Accessibility traps to avoid
Empty states are a common accessibility blind spot because they're often built as one-off components outside the design system.
- The empty state heading should be a real
<h2>or<h3>that fits the page's heading order, not styled<div>text. - Decorative illustrations and ghost rows need
aria-hidden="true"so screen readers skip them. - The primary CTA must be reachable by keyboard with a visible focus ring — yes, even when it's the only interactive element on the page.
- Don't rely on colour alone to signal that something is a placeholder.
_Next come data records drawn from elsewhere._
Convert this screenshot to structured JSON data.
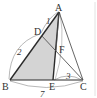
{
  "diagram": {
    "type": "geometry-triangle",
    "colors": {
      "line": "#2a2a2a",
      "thin_line": "#555555",
      "shade": "#d4d4d4",
      "arc": "#9a9a9a",
      "border": "#e2e2e2"
    },
    "points": {
      "A": {
        "label": "A",
        "x": 59,
        "y": 12
      },
      "B": {
        "label": "B",
        "x": 10,
        "y": 80
      },
      "C": {
        "label": "C",
        "x": 83,
        "y": 80
      },
      "D": {
        "label": "D",
        "x": 41,
        "y": 35
      },
      "E": {
        "label": "E",
        "x": 53,
        "y": 80
      },
      "F": {
        "label": "F",
        "x": 56,
        "y": 51
      }
    },
    "segment_labels": {
      "AD": "1",
      "DB": "2",
      "EC": "3",
      "BC": "7"
    },
    "shaded_region": "quadrilateral A-D-B-E (triangle ABE)"
  }
}
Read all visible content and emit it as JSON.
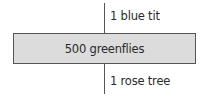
{
  "diagram": {
    "type": "pyramid-of-numbers",
    "levels": [
      {
        "trophic": "secondary consumer",
        "label": "1 blue tit",
        "count": 1,
        "organism": "blue tit"
      },
      {
        "trophic": "primary consumer",
        "label": "500 greenflies",
        "count": 500,
        "organism": "greenflies"
      },
      {
        "trophic": "producer",
        "label": "1 rose tree",
        "count": 1,
        "organism": "rose tree"
      }
    ],
    "colors": {
      "bar_fill": "#dcdcdc",
      "bar_border": "#555555",
      "line": "#555555",
      "text": "#2a2a2a"
    }
  }
}
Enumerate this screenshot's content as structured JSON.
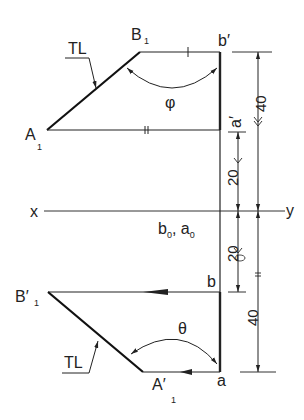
{
  "diagram": {
    "reference_line": {
      "left_label": "x",
      "right_label": "y"
    },
    "front_view": {
      "points": {
        "B1": {
          "main": "B",
          "sub": "1"
        },
        "b_prime": "b′",
        "A1": {
          "main": "A",
          "sub": "1"
        },
        "a_prime": "a′"
      },
      "true_length_label": "TL",
      "angle_label": "φ"
    },
    "top_view": {
      "points": {
        "B1_prime": {
          "main": "B′",
          "sub": "1"
        },
        "b": "b",
        "A1_prime": {
          "main": "A′",
          "sub": "1"
        },
        "a": "a"
      },
      "true_length_label": "TL",
      "angle_label": "θ"
    },
    "trace_label": {
      "b": "b",
      "b_sub": "0",
      "sep": ", ",
      "a": "a",
      "a_sub": "0"
    },
    "dimensions": {
      "upper_inner": "20",
      "upper_outer": "40",
      "lower_inner": "20",
      "lower_outer": "40"
    }
  },
  "colors": {
    "line": "#222222",
    "background": "#ffffff"
  }
}
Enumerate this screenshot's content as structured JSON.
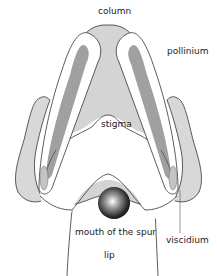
{
  "figure": {
    "type": "labeled-diagram"
  },
  "labels": {
    "column": "column",
    "pollinium": "pollinium",
    "stigma": "stigma",
    "mouth_of_spur": "mouth of the spur",
    "lip": "lip",
    "viscidium": "viscidium"
  },
  "colors": {
    "outline": "#333333",
    "column_fill": "#d4d4d4",
    "pollinium_fill": "#a0a0a0",
    "anther_fill": "#ffffff",
    "wing_fill": "#d8d8d8",
    "background": "#ffffff",
    "spur_highlight": "#ffffff",
    "spur_dark": "#111111"
  }
}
Low-opacity grey ghost rows can hit contrast issues; pair them with explicit copy or an
aria-labelon the container that says "No projects yet."
A checklist before you ship
Before an empty state goes to production, run it through this:
- Does it name a user outcome, not a feature?
- Is there exactly one primary action?
- Is there a low-commitment escape hatch (sample data, import, demo)?
- Does the user-cleared variant differ from the first-use variant?
- Is the heading a real semantic heading?
- Are decorative elements
aria-hidden? - Are you tracking view, click, and time-to-first-action?
If any of those are "no," you've got a dead pixel where your best onboarding surface should be.
Where we'd start
If you're staring at a product with twenty empty states and limited time, don't redesign them all. Pull the analytics, find the three empty states with the highest first-session view counts, and rebuild those first — almost always the main list view, the dashboard, and whatever the second-tab navigation lands on. Ship the ghost-row pattern, add sample data, write outcome-focused copy, and measure time-to-first-action for two weeks. That's usually where the activation lift hides, and it's a week of work, not a quarter.
If you want a hand auditing yours, our team does this kind of work on the product design and UX side regularly — the patterns are boring, but the impact rarely is.
Want a team like ours?
72Technologies builds production software for the kind of teams who actually read this blog.